Having absolved women for terminating unwanted pregnancies, Pope Francis yesterday announced the widening of absolution for couples terminating unwanted marriages. The instrument of this convenience, called an “annulment,” is the most bizarre invention since the Middle Ages practice of selling of indulgences. Annulment means, in a word, that the marriage never happened.
Why get a divorce when you can get an annulment? Why live with the shame of a failed union when for $800 you can buy a clean scorecard showing a union that never existed? Tuesday’s motu proprio papal initiative (much like an Obama executive order) waves all but small administrative fees while streamlining and expediting the burdensome procedure that previously required two tribunals to cosign.
All this reminds me of a movie I saw long ago about gypsies. In one scene, an attractive gypsy woman undergoes her annual rite to become a virgin de nouveau. She has been promiscuous all year but the ceremony purifies her, and afterward her relatives exclaim in joy, “Maria is a virgin again! Life is good!”Now, granted, this article is by a Protestant and full of a multitude of misunderstandings. But honestly ask yourself: is it any wonder? Has anything said and done by our church leaders in recent years helped to made it easier, for example, for those of us who are converts to explain all this to our evangelical brethren?
Before the pope announced his new annulment rules yesterday, a significant percentage of people who would begin the process didn’t follow through with it. This is partly because of the onerous expense and partly because of the lengthy questionnaire requiring one to find fault with one’s spouse in order to prove the marriage was flawed from the start. But, of course, all this folderol will be remedied by Tuesday’s papal decree. Especially the reduction of the questionnaire is all to the good, I’d say. After all, the act of rehashing your spouse’s faults on paper sounds to me like adding the sin of slander to the sin of splitting.
[Hat tip to JM]
2 comments:
First of all, carping about the dropping of costs is a bit inane--no doubt she'd object to charging fees, too. In fact, that's the one part of this otherwise disastrous document that is wise.
Be that as it may, she misses the bigger point: papal authority. Essentially, the Pope has just changed the understanding of the sacrament, going from presumptive validity to presumptive invalidity. That is--or at least, should be--far more galling than the rest of it. This pontificate seems to be doing its damnedest to live up to the worst Protestant caricatures about the papacy.
The fact is, I have no response to that.
Actually, you nailed it: "This pontificate seems to be doing its damnedest to live up to the worst Protestant caricatures about the papacy." IO think she got that.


With the string "JSON" as the filter, copy each matching line from the records.
=== Begin Enclosure ===
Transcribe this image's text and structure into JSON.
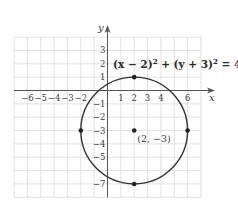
{
  "figure": {
    "equation": "(x − 2)² + (y + 3)² = 4²",
    "equation_parts": {
      "lhs1": "(x − 2)",
      "exp1": "2",
      "plus": " + (y + 3)",
      "exp2": "2",
      "rhs": " = 4",
      "exp3": "2"
    },
    "center_label": "(2, −3)",
    "x_axis_label": "x",
    "y_axis_label": "y",
    "x_ticks": [
      {
        "value": -6,
        "label": "−6"
      },
      {
        "value": -5,
        "label": "−5"
      },
      {
        "value": -4,
        "label": "−4"
      },
      {
        "value": -3,
        "label": "−3"
      },
      {
        "value": -2,
        "label": "−2"
      },
      {
        "value": 1,
        "label": "1"
      },
      {
        "value": 2,
        "label": "2"
      },
      {
        "value": 3,
        "label": "3"
      },
      {
        "value": 4,
        "label": "4"
      },
      {
        "value": 6,
        "label": "6"
      }
    ],
    "y_ticks": [
      {
        "value": 3,
        "label": "3"
      },
      {
        "value": 2,
        "label": "2"
      },
      {
        "value": 1,
        "label": "1"
      },
      {
        "value": -1,
        "label": "−1"
      },
      {
        "value": -2,
        "label": "−2"
      },
      {
        "value": -3,
        "label": "−3"
      },
      {
        "value": -4,
        "label": "−4"
      },
      {
        "value": -5,
        "label": "−5"
      },
      {
        "value": -7,
        "label": "−7"
      }
    ],
    "circle": {
      "cx": 2,
      "cy": -3,
      "r": 4
    },
    "points": [
      {
        "x": 2,
        "y": 1,
        "name": "top"
      },
      {
        "x": -2,
        "y": -3,
        "name": "left"
      },
      {
        "x": 2,
        "y": -3,
        "name": "center"
      },
      {
        "x": 6,
        "y": -3,
        "name": "right"
      },
      {
        "x": 2,
        "y": -7,
        "name": "bottom"
      }
    ],
    "grid": {
      "x_min": -7,
      "x_max": 7,
      "y_min": -8,
      "y_max": 4
    },
    "colors": {
      "grid": "#d9d9d9",
      "axis": "#555555",
      "curve": "#333333",
      "point": "#222222"
    }
  }
}
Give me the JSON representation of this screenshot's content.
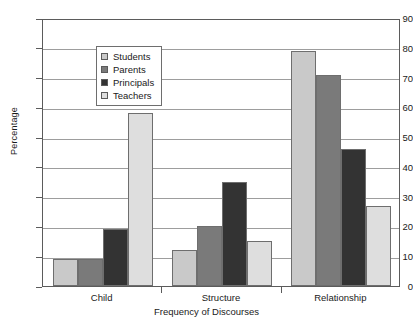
=== End Enclosure ===
WRITTEN REPLY>
Transcribe this image's text and structure into JSON.
Give me the JSON representation of this screenshot's content.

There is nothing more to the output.